Campaign spinners were working overtime on Friday. White House communications director Dan Bartlett and Democratic vice presidential candidate John Edwards presented their sides on all three network morning shows.

NBC, meanwhile, said it made a special effort not to declare a winner or loser of Thursday's debate, after reading research that showed many voters' opinions of the debate were formed as much by punditry as by what they saw.

Unlike ABC and CBS, the network did not conduct an instant poll of viewers to determine who won or lost, said Tom Touchet, executive producer of the "Today" show.

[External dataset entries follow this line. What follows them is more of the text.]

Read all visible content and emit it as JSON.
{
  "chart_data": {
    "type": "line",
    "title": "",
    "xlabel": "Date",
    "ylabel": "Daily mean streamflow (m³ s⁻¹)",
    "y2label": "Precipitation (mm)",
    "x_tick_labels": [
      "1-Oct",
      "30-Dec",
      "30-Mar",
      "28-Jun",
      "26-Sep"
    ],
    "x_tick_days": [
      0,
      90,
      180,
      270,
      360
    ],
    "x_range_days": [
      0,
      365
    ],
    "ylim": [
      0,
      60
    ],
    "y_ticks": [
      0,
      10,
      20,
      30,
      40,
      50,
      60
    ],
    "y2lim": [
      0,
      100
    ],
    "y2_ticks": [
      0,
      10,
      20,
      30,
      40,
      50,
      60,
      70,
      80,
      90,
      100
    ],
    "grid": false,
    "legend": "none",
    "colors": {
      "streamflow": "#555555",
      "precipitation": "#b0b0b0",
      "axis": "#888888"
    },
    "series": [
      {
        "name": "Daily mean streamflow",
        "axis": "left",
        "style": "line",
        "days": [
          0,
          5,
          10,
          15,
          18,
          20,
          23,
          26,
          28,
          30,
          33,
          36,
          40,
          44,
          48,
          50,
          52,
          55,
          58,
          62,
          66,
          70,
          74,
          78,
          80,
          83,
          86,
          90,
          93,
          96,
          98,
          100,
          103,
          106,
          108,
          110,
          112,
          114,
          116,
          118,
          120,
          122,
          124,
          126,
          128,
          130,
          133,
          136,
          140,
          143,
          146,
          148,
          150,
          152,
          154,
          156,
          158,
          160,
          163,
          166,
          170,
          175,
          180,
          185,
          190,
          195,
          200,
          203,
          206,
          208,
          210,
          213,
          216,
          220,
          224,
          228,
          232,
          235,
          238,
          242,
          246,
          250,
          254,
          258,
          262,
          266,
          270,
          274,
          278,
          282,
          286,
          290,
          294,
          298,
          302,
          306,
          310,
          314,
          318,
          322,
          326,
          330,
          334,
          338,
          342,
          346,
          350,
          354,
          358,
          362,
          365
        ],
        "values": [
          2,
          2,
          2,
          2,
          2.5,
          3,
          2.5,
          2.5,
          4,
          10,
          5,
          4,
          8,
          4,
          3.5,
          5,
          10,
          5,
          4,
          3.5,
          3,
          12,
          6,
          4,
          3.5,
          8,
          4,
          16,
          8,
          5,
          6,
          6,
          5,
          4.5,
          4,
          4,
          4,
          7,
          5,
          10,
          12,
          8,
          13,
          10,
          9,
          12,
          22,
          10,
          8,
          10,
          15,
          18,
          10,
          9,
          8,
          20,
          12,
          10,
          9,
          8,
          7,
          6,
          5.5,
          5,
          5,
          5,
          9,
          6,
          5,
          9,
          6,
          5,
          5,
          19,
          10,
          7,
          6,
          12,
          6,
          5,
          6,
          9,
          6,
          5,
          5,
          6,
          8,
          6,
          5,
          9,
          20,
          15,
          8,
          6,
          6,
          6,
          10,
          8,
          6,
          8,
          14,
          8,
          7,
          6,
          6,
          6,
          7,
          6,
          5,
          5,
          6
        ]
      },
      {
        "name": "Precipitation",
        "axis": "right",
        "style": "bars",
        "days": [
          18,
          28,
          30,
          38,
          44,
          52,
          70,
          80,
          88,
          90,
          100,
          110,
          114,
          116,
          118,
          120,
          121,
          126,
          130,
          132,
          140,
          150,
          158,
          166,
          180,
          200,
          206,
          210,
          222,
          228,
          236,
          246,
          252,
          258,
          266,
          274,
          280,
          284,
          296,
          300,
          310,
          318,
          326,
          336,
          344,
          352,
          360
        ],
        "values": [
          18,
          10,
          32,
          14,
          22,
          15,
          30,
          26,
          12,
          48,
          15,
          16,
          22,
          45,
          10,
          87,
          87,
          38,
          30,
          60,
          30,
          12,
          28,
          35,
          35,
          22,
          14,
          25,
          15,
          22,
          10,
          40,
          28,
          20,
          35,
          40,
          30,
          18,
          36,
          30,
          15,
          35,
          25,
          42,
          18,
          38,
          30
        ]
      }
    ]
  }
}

"We gave it a lot of thought as a network news division," Touchet said. "It's important for us not to be an active part of the decision-making process, to let the facts present themselves and not to in any way, shape or form declare a winner or loser."

Nielsen ratings for the debate offered indications of a potential viewer backlash against CBS's Dan Rather, under fire for the network's discredited report on Bush's National Guard service.

For much of the country, the hit show "Survivor" preceded the debate, and it led all the networks in its time slot with 21.1 million viewers, Nielsen said. But for the debate itself, CBS had 13.5 million viewers -- actually lower than for the first Bush-Gore matchup in 2000.

That indicates a significant number of viewers switched channels from CBS when the debate came on. By contrast, NBC, ABC and Fox all had more viewers for the debate than they had for the programs immediately preceding them, Nielsen said.

Still, CBS ranked second behind NBC for most debate viewers. For the half-hour of analysis after the debate, CBS slipped to third behind ABC.

The second presidential debate is scheduled for Oct. 8. Fox will not televise that debate because of baseball playoffs.